U.K. Newspaper Guesses on May's Future

U.K. Newspaper Guesses on May's Future

(Bloomberg) -- With the kind of specificity that British newspapers seem to manage best in the quiet days of summer, the Sunday Mirror tells us that Theresa May has “penciled in” Aug. 30, 2019, as the date she will leave office.

Leaving aside that the story is based on guesses by Conservative Party lawmakers rather than anything the prime minister has said, the problem here is the timing of May’s departure is one of many things that is only partially in her hands.

In 300 years, arguably seven prime ministers have left the job at the time they chose. Most are forced from office by the voters (like Gordon Brown), their party (like Margaret Thatcher) or circumstances (like David Cameron). The best they can hope is to manage their faster-than-expected descent, as Tony Blair did.

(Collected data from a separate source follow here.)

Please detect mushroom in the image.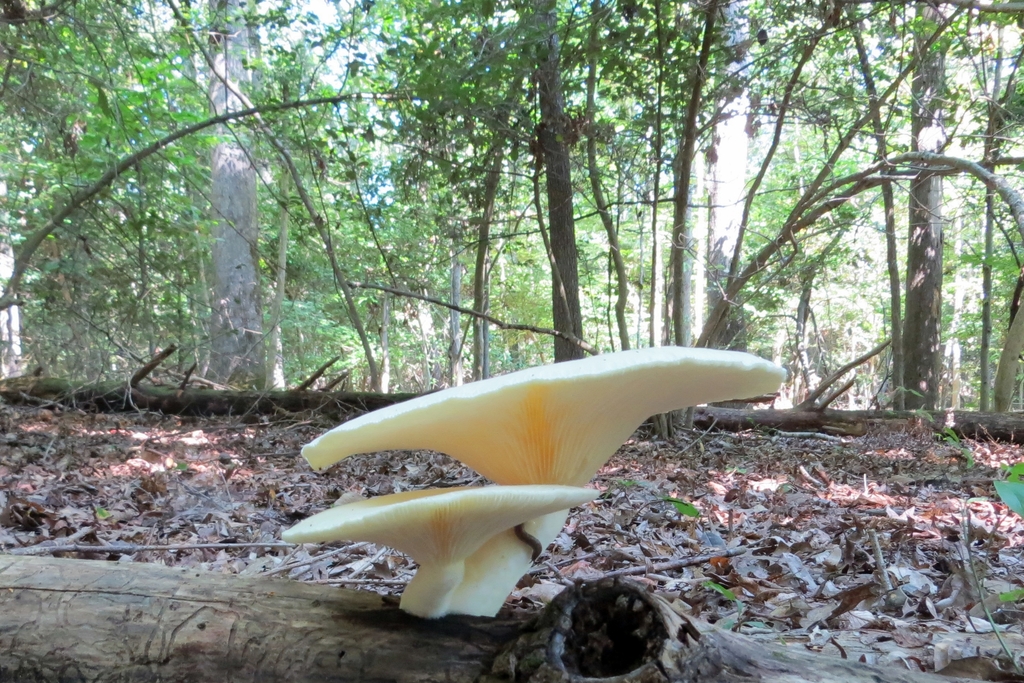
pyautogui.locateOnScreen(282, 482, 597, 618).
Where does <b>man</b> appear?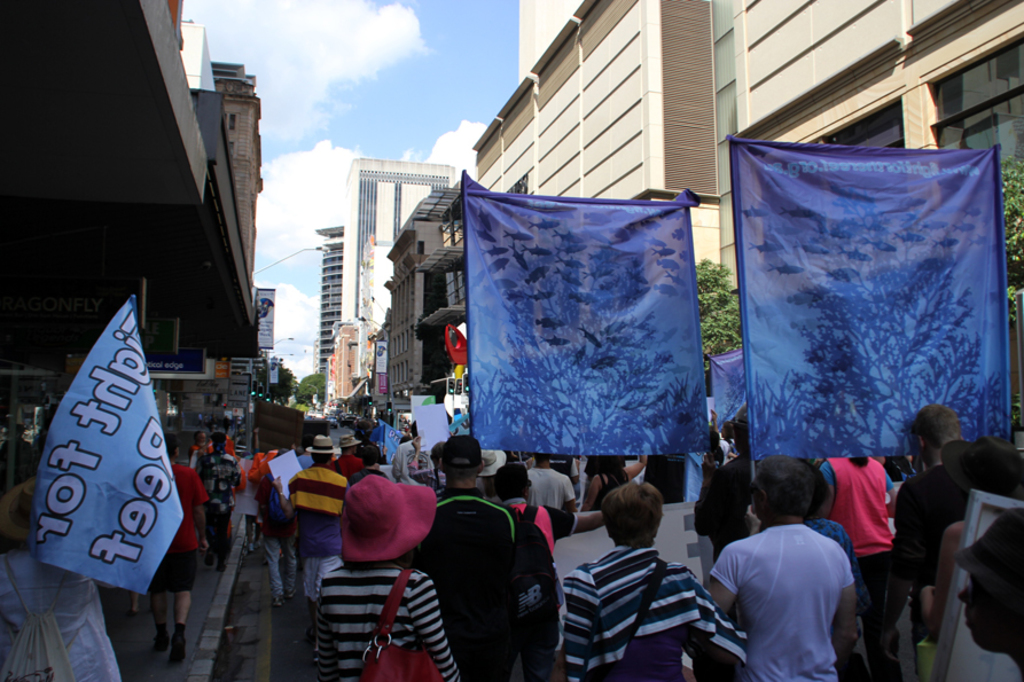
Appears at [271, 429, 359, 641].
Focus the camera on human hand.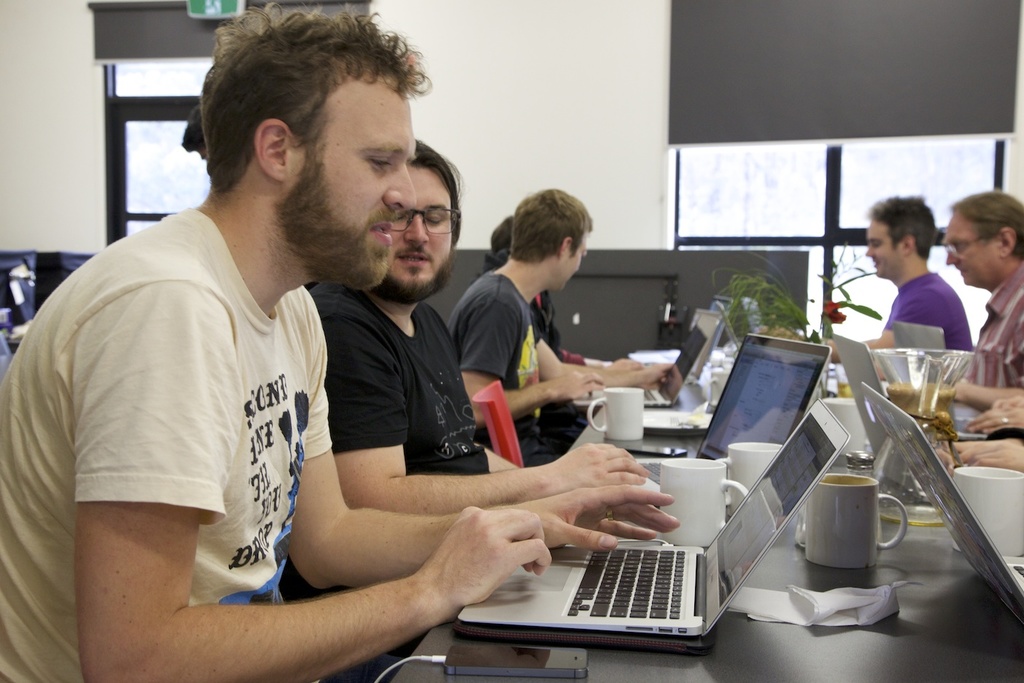
Focus region: locate(994, 393, 1023, 408).
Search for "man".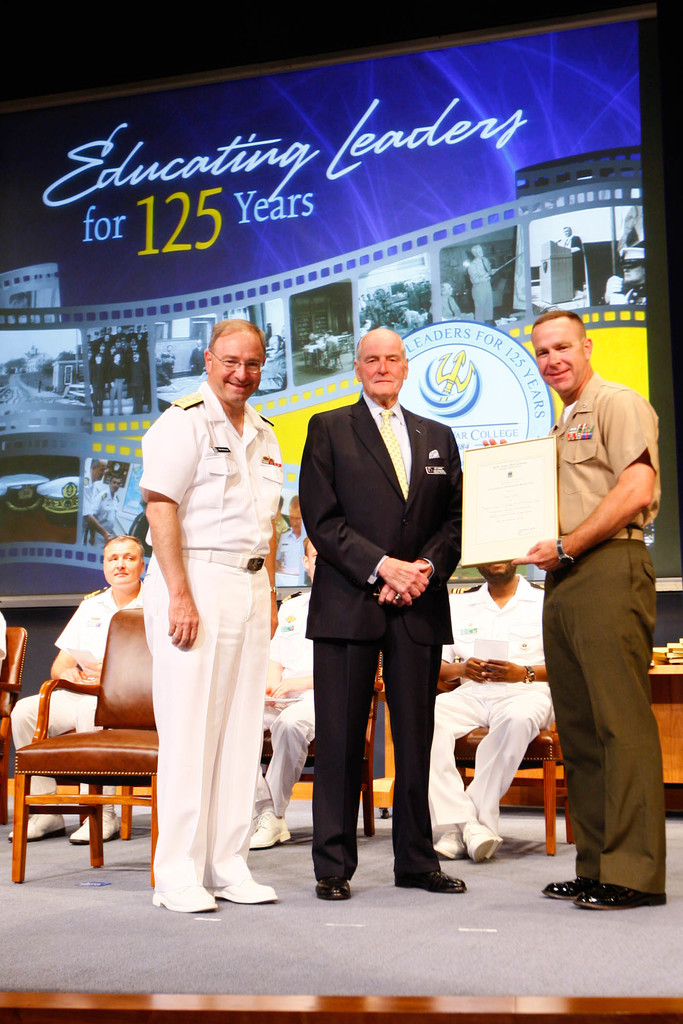
Found at Rect(564, 223, 588, 301).
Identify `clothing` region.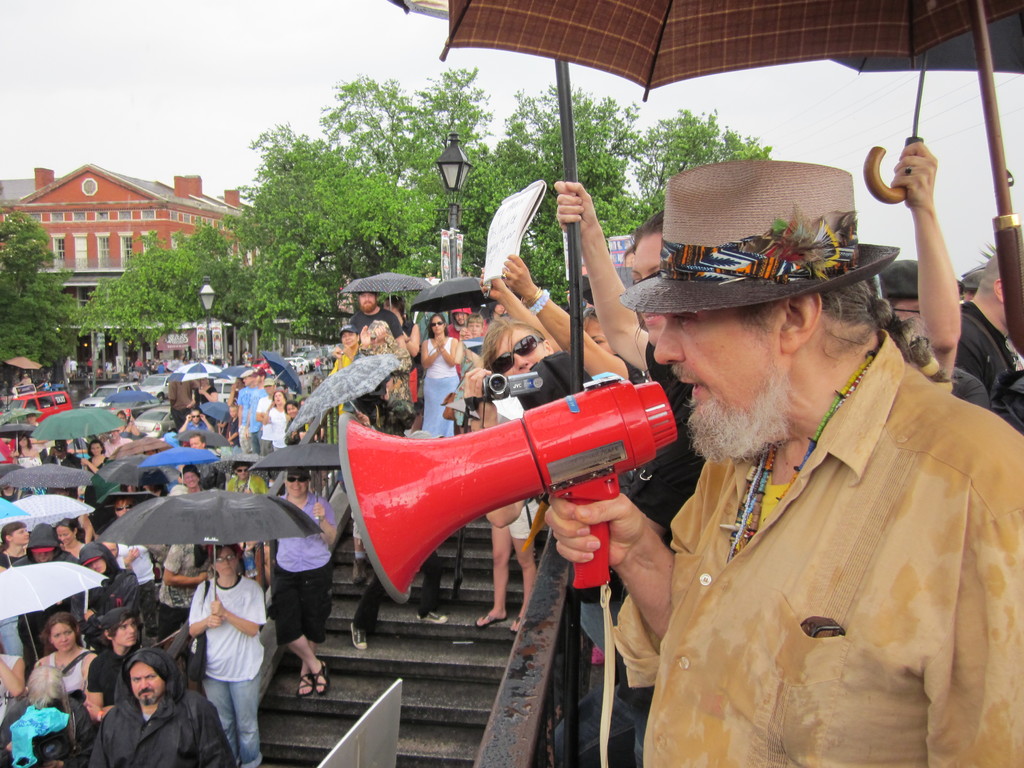
Region: bbox(151, 532, 209, 632).
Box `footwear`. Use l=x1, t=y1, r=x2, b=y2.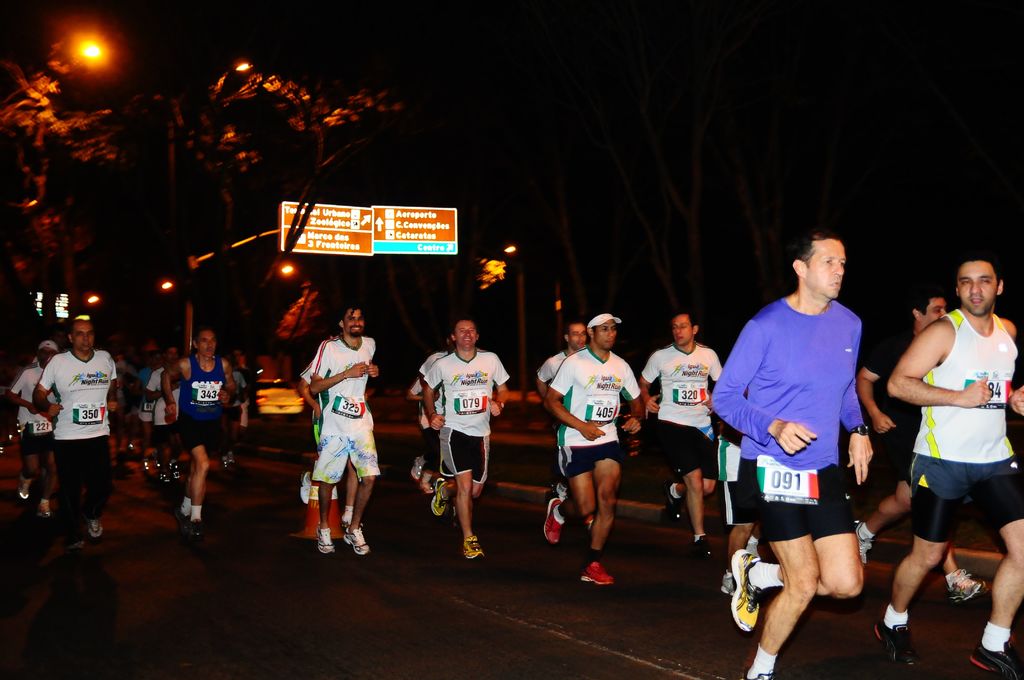
l=35, t=496, r=51, b=519.
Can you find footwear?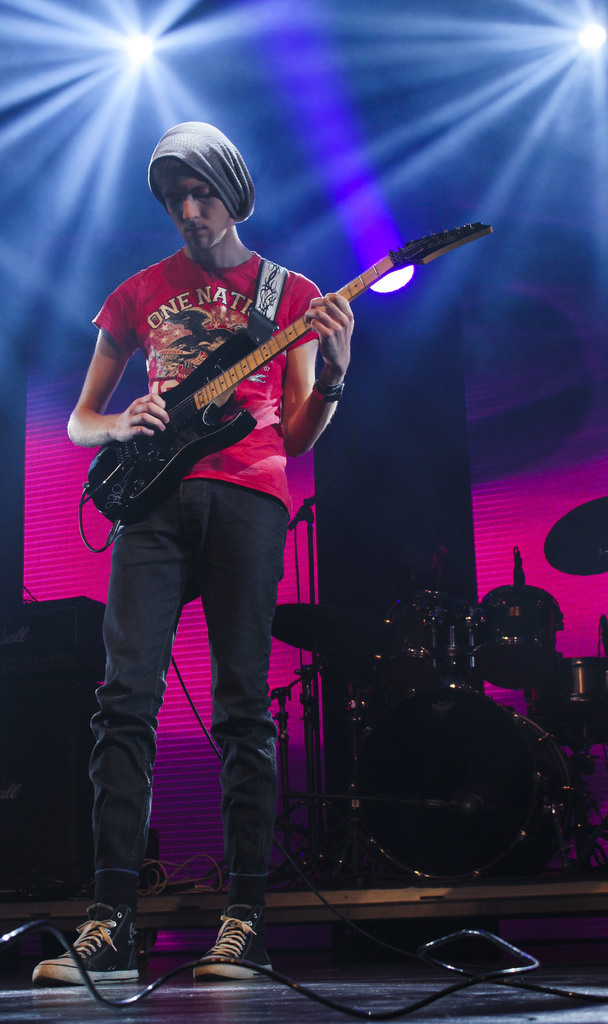
Yes, bounding box: (180, 920, 268, 992).
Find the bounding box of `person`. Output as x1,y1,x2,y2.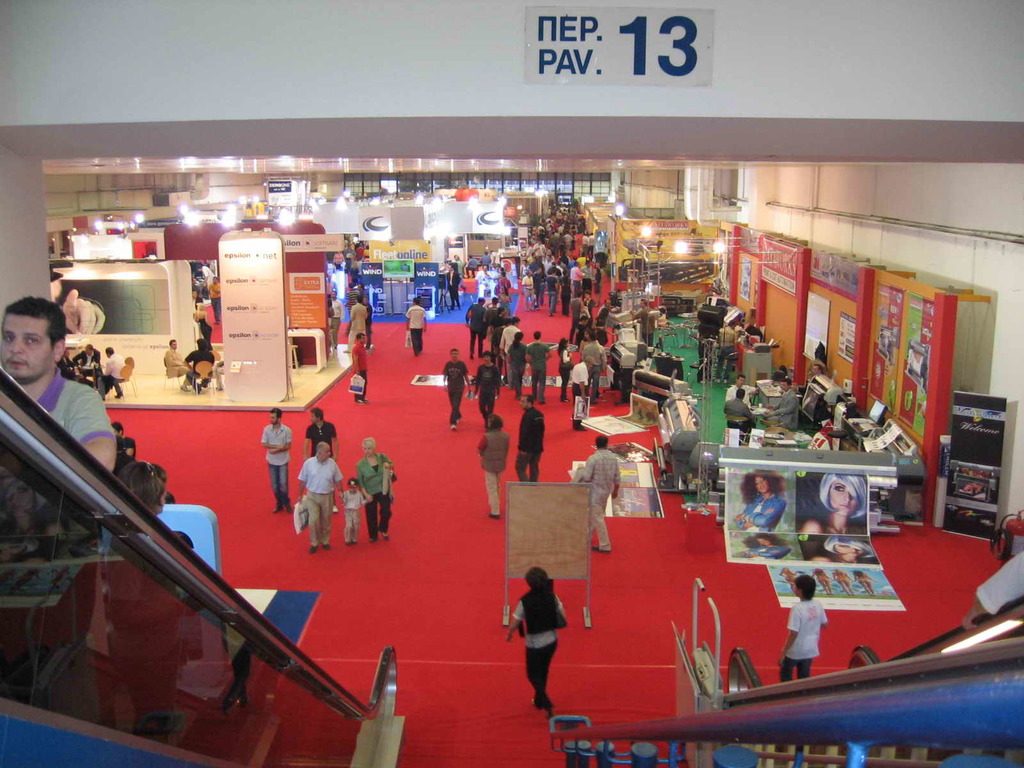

After this year’s election disaster, May won’t be allowed to fight another contest. She’ll go when the Tories feel they can manage another contest, and the election that would likely follow, when keeping her is judged to be more painful than losing her, or when a successor correctly judges they have the best chance of supplanting her.

For those who want to argue which prime ministers did best at choosing their departure dates, the Tory lawmaker and journalist Danny Finkelstein suggests: Pitt the Elder, the Earl of Derby, the Marquess of Salisbury, Ramsay Macdonald, Stanley Baldwin, Winston Churchill and Harold Wilson. Wilson, the most recent of those, was forty years ago. And that was after unexpected election victories. May has only an unexpected near-defeat under her belt.